Western North America has overreacted to price signals and taken “drill, baby, drill” to an extreme, and as a result the region is saturated with natural gas production that outstrips the current prospective markets, according to a panel of western energy executives speaking Tuesday at the 2008 LDC Forum Rockies & West Conference in Irvine, CA. Current swift drops in wholesale gas prices will help, but volatility still adds continued uncertainty for buyers, the panelists said.

Beth Bowman, senior vice president for Shell Trading Gas and Power, said the demand in the West is about half of what supply is, and it will not pick up much for another two years. Ultimately, she thinks it will be supply considerations that determine when, and if, liquefied natural gas (LNG) imports pick up — not price.

Calling it an overreaction, Stuart Nance, marketing vice president for Ultra Petroleum Corp., a Houston-based Rockies oil/gas producer, said every pipeline out of the region in any direction is filled to the brim, and that doesn’t reflect the market right now. He said the industry has been “too successful.”

An added pressure upward on production is the relatively new identified gas fields in northeast British Columbia (BC) — Montney and Horn River — that some observers in western Canada and Houston are considering on a scale that might rival the Alaska North Slope at Prudhoe Bay, according to Greg Staple, director of marketing at Spectra Energy.

All of the speakers prefaced their remarks by saying it is still uncertain what will happen with the current global economic tailspin and how deeply the recession cuts across the energy sector from both the supply and demand sides.
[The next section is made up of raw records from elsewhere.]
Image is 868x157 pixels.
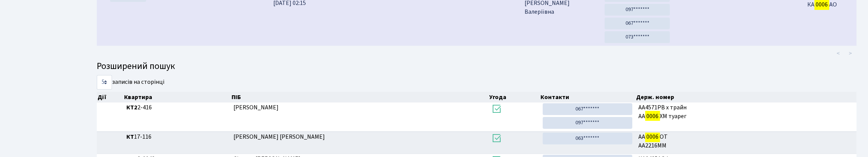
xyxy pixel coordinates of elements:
h4: Розширений пошук [96,61,856,72]
th: Квартира [123,92,231,102]
mark: 0006 [645,110,660,121]
span: [PERSON_NAME] [PERSON_NAME] [233,132,326,141]
mark: 0006 [645,132,660,142]
b: КТ [126,132,134,141]
span: [PERSON_NAME] [233,103,279,111]
th: Контакти [540,92,635,102]
th: Угода [489,92,540,102]
label: записів на сторінці [96,75,165,89]
span: 17-116 [126,132,228,141]
span: АА4571РВ х трайн АА ХМ туарег [638,103,853,121]
h5: КА АО [790,1,853,9]
th: Дії [96,92,123,102]
b: КТ2 [126,103,137,111]
th: ПІБ [231,92,489,102]
th: Держ. номер [635,92,856,102]
select: записів на сторінці [96,75,112,89]
span: АА ОТ АА2216ММ [638,132,853,150]
span: 2-416 [126,103,228,112]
They agreed with almost every other speaker at the first day of the two-day LDC forum in reiterating that both cash and liquidity are “king” in the current environment.
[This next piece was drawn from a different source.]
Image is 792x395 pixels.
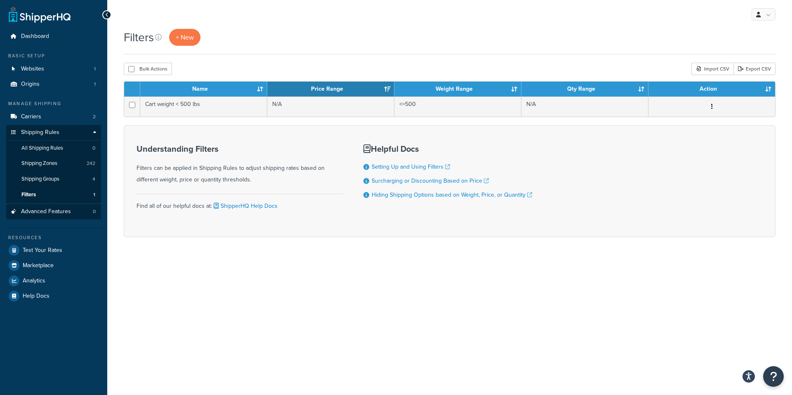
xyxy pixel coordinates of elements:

“Unlike in previous years, we’re starting to see a move westward of the increased gas production in the West’s five major basins,” Shell’s Bowman said. “As a result, the demand in the West is about half of what supply is. So the picture going forward isn’t about supply and demand, but it is really about price volatility.”

She sees both the West and the nation as a whole being “very integrated from a natural gas perspective,” with multiple linkages in all areas, even with LNG now available in the region through Sempra Energy’s Costa Azul import terminal along the Pacific Coast in North Baja California, Mexico.

“LNG is going to affect the West, and we now have a much more interconnected market globally,” Bowman said. “Right now Asia is willing to pay a lot more for LNG than North America is, although the prices are coming closer to each other. The fact is that there are few alternatives to LNG in Japan and China [if they want to lower carbon emissions]. In the long run what we have to watch for in LNG is the amounts contracted for exceeding the capacities of what the import terminals can take in.”

Supplies are full and pipeline capacity is being added eastward and westward out of the Rockies, but congestion prevails in a number of areas, so shippers all want access to as many of the 10 aggregation points in the Rockies as possible, said Bryan Hassler, regional director for natural gas origination at Enterprise Products Operating LLC. “There’ll be continued growth in reserves and production, but there may be a slight slowing in the pace of growth.”

The bottom line for Ultra’s Nance is that the industry has been “too successful in bringing new Rockies production to market, and we have driven all the LNG out of the marketplace. The key question is — for how long?”

And a new wild card among the competing western basins is developing in northeastern British Columbia, something Alex Douglas, managing director of west marketing for Alberta-based Nexen Marketing, and Spectra’s Staple, are keeping a close eye on.

“In just a year, so many things have changed,” Douglas said. “What you really see is a major shift from Alberta to British Columbia [in terms of future gas supplies].” Part of the shift is stimulated by the BC provincial government that has held land lease sales for energy exploration, adding about $2 billion to the provincial governments coffers during the past two years, he said.